Nachdem das neue Album der amerikanische Hip-Hop-Band um MC Dälek pandemiebedingt mehrfach verschoben wurde, steht “Precipice” nun – im Anschluss an die währened der vergangenen Monate ausgekoppelten Singles “Decimation (Dis Nation)”, “Boycott” und “A Heredic Inheritance” – offiziell in den Regalen. Das Album erscheint bei Ipecac Recordings in den gängigen Formaten. Im Anschluss touren Dälek von Ende Mai mit Mitte Juni zusammen mit Holy Scum durch insgesamt sechzehn europäische Städte – mit Wien gibt es auch einen Termin im deutschsprachigen Raum, im näheren Umland (Strasbourg, Brüssel, Prag) gibt es weitere Shows.

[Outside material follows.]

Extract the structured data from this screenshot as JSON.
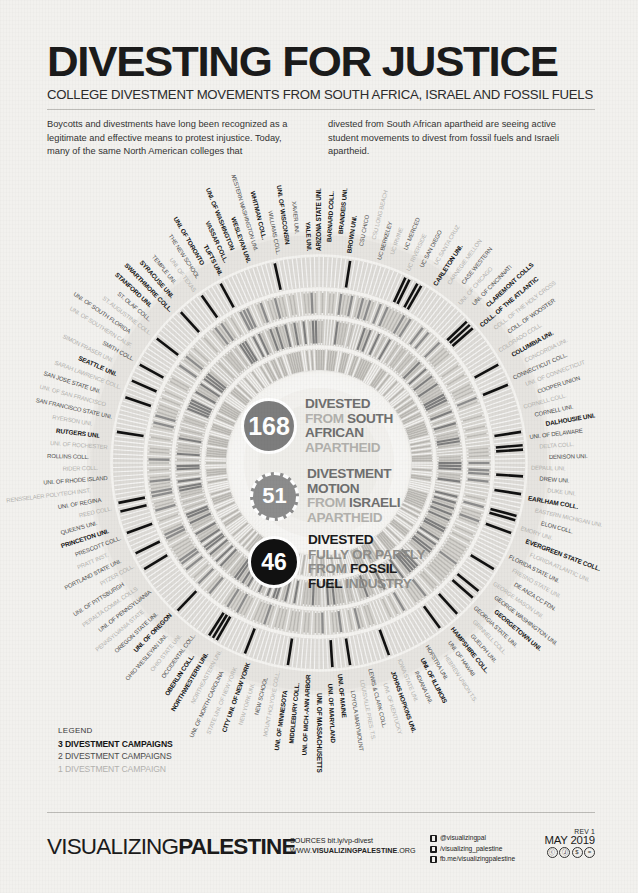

“Whether one considers the booming, echoed-out Oberhiem DMX drum beats that helped Run DMC’s “Sucker Mcs” usher in a new paradigm in Hip Hop or Public Enemy transforming Robert McCollough’s high-pitched sax squeal into a siren call for a new take on the politics of Black power, rap music has long employed noise as a weapon of rebellion. A renegade sound born from an outlaw culture, rap music has both historically and contemporarily pushed against established notions of musical acceptability. This sonic rebellion shows up in the form of absurdly loud 808s, speech elevated to the centre of a vocal performance or samples that are mangled and obscured beyond any possible recognition of their original source material. Coupled with its broad rejection of conventional social norms, the sound of rap music itself is un-extractable from its political stance. It is the music of the oppressed. A music where the fight for liberation plays out within the beats and rhymes itself.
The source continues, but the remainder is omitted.